After representing clients and filing bankruptcies for a good while, any Orlando bankruptcy lawyer, can share with you a sad truth: Filing bankruptcy and filing for divorce often go hand in hand. Bankruptcy lawyers help many individuals going through a divorce deal with their financial difficulties.

Bankruptcy and divorce are so intertwined, and the issue comes up so often with my clients, that I’ve decided to devote several articles to deal exclusively with this subject. In this article, I’ll discuss how filing bankruptcy and filing for divorce effects the credit card debt that each spouse may have.

What you need to keep in mind while addressing divorce and creditors, is that your spouse’s credit card companies, and your own are third parties to your divorce proceedings. In other words, you and your spouse are the only ones party to your divorce and therefore the only ones bound by the marital settlement agreement.

When separating, it is common for people to assign which debts each spouse will be responsible for after the divorce is finalized. These terms are often memorialized in a marital settlement agreement. This agreement legally binds the parities seeking the split-up to the terms included in the agreement. However, each spouse’s creditors rely on the credit card agreement, the car loan, the house loan, etc., that each spouse signed with the creditor at the time the credit was issued. Frankly, creditors could not care less how you decide to divide the debts between the two of you when you part, and the law is on their side.

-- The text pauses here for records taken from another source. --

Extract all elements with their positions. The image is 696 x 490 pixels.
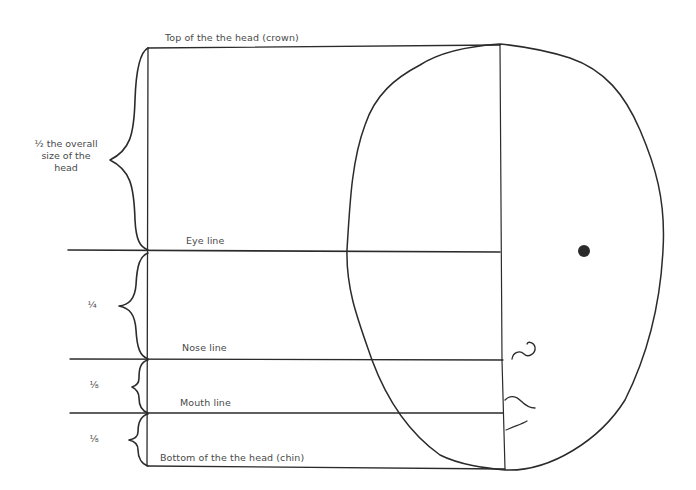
crown-line [148,45,500,48]
half-head-label: ½ the overall size of the head [30,138,102,174]
head-proportion-drawing [0,0,696,490]
chin-line [148,466,505,469]
half-head-label-line-2: size of the [30,150,102,162]
head-outline [347,44,664,470]
left-vertical-line [147,48,148,466]
half-head-label-line-1: ½ the overall [30,138,102,150]
eye-line-label: Eye line [186,235,224,246]
eye-line [68,250,500,252]
mouth-line-label: Mouth line [180,397,231,408]
center-vertical-line [500,45,505,469]
eighth-label-mouth-chin: ⅛ [86,433,102,445]
nose-line-label: Nose line [182,342,227,353]
eye-dot [578,245,590,257]
half-head-label-line-3: head [30,162,102,174]
quarter-label: ¼ [84,299,100,311]
eighth-label-nose-mouth: ⅛ [86,379,102,391]
chin-line-label: Bottom of the the head (chin) [160,452,304,463]
mouth-squiggle [505,397,535,408]
crown-line-label: Top of the the head (crown) [165,32,299,43]
bracket-crown-to-eye [110,48,148,250]
nose-line [70,359,503,360]
bracket-eye-to-nose [119,253,148,359]
bracket-mouth-to-chin [129,414,148,466]
nose-squiggle [512,342,535,359]
bracket-nose-to-mouth [132,360,148,413]
chin-curve [506,421,527,430]
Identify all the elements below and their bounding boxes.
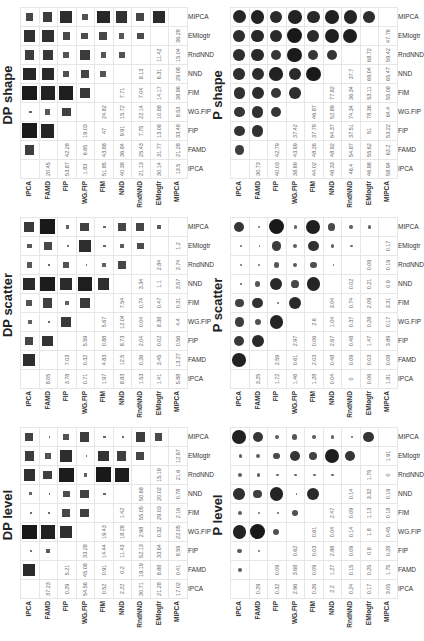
diagonal-cell [132,466,151,485]
value-cell: 38.96 [169,84,188,103]
marker-cell [58,46,77,65]
value-cell: 37.79 [305,122,324,141]
circle-marker-icon [368,225,371,228]
row-label: FIM [99,391,106,425]
square-marker-icon [80,88,90,98]
row-label: NND [328,181,335,215]
value-cell: 36.84 [113,141,132,160]
value-cell: 5.59 [76,332,95,351]
marker-cell [249,218,268,237]
chart-panel: DP scatter8.053.787.030.710.325.591.974.… [0,215,200,425]
value-cell: 0.32 [150,523,169,542]
marker-cell [76,218,95,237]
row-label: WG.FIP [291,391,298,425]
circle-marker-icon [270,278,282,290]
circle-marker-icon [291,280,299,288]
value-cell: 2.22 [113,580,132,599]
square-marker-icon [23,278,35,290]
diagonal-cell [58,332,77,351]
value-cell: 46.4 [342,160,361,179]
circle-marker-icon [240,264,242,266]
circle-marker-icon [290,451,300,461]
marker-cell [231,8,250,27]
row-label: FAMD [254,181,261,215]
marker-cell [268,523,287,542]
marker-cell [305,65,324,84]
value-cell: 50.68 [132,485,151,504]
value-cell: 54.87 [342,141,361,160]
marker-cell [76,256,95,275]
value-cell: 0.28 [379,542,398,561]
row-label: IPCA [235,391,242,425]
row-label: NND [328,601,335,635]
marker-cell [132,447,151,466]
circle-marker-icon [237,549,241,553]
value-cell: 0.14 [342,523,361,542]
marker-cell [249,485,268,504]
marker-cell [231,141,250,160]
column-label: EMlogtr [188,32,210,39]
value-cell: 1.28 [305,370,324,389]
circle-marker-icon [292,434,297,439]
column-label: FAMD [188,356,206,363]
circle-marker-icon [271,50,281,60]
value-cell: 14.44 [95,542,114,561]
marker-cell [249,466,268,485]
chart-title: P level [210,455,225,575]
square-marker-icon [100,71,106,77]
diagonal-cell [231,370,250,389]
value-cell: 46.33 [323,160,342,179]
circle-marker-icon [273,529,279,535]
marker-cell [39,447,58,466]
square-marker-icon [116,12,127,23]
marker-cell [113,46,132,65]
square-marker-icon [49,436,51,438]
value-cell: 0.02 [150,332,169,351]
marker-cell [132,27,151,46]
marker-cell [39,8,58,27]
row-label: FIP [62,181,69,215]
marker-cell [249,294,268,313]
square-marker-icon [62,509,70,517]
value-cell: 3.34 [132,275,151,294]
square-marker-icon [26,300,32,306]
marker-cell [286,46,305,65]
value-cell: 42.79 [268,141,287,160]
marker-cell [268,27,287,46]
value-cell: 7.04 [132,84,151,103]
diagonal-cell [21,370,40,389]
circle-marker-icon [344,10,357,23]
marker-cell [231,447,250,466]
circle-marker-icon [269,67,283,81]
value-cell: 11.43 [113,542,132,561]
value-cell: 0.21 [360,275,379,294]
value-cell: 0.8 [360,542,379,561]
circle-marker-icon [233,49,245,61]
square-marker-icon [102,263,106,267]
value-cell: 13.5 [169,160,188,179]
marker-cell [342,8,361,27]
row-label: FIM [309,601,316,635]
circle-marker-icon [308,50,318,60]
column-label: NND [188,70,202,77]
value-cell: 33.28 [76,542,95,561]
marker-cell [268,103,287,122]
marker-cell [342,237,361,256]
marker-cell [132,8,151,27]
marker-cell [39,218,58,237]
circle-marker-icon [252,125,263,136]
marker-cell [58,275,77,294]
value-cell: 0.61 [305,523,324,542]
circle-marker-icon [250,525,265,540]
square-marker-icon [30,550,32,552]
circle-marker-icon [306,67,321,82]
value-cell: 1.41 [150,370,169,389]
marker-cell [231,485,250,504]
row-label: MIPCA [173,181,180,215]
row-label: FIP [272,601,279,635]
circle-marker-icon [232,430,246,444]
circle-marker-icon [270,11,282,23]
row-label: FAMD [254,601,261,635]
marker-cell [113,466,132,485]
circle-marker-icon [309,452,317,460]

You see, in the end, no matter how you and your ex determine who is taking over which debt, if you each signed the credit agreement, you will each continue to be responsible for the debt.

If one ex-spouse subsequently winds up filing bankruptcy, then the liability for the debt for that spouse can be discharged. The other, non-bankruptcy filing spouse, remains liable for the debt. To eliminate that liability, the non-filing spouse can also file or settle the debt with the creditor if the creditor allows for that option (don’t hold your breath).

I intend to address some of the other legal issues that my clients face when discussing Divorce and Bankruptcy in the coming weeks and months on my blog.

In the meantime, feel free to check out my FREE E-COURSE which offers an Orlando bankruptcy lawyer’s advice on some common issues confronting people who are considering filing bankruptcy. Free reprint avaialable from: Divorce And Bankruptcy: Credit Card Debt.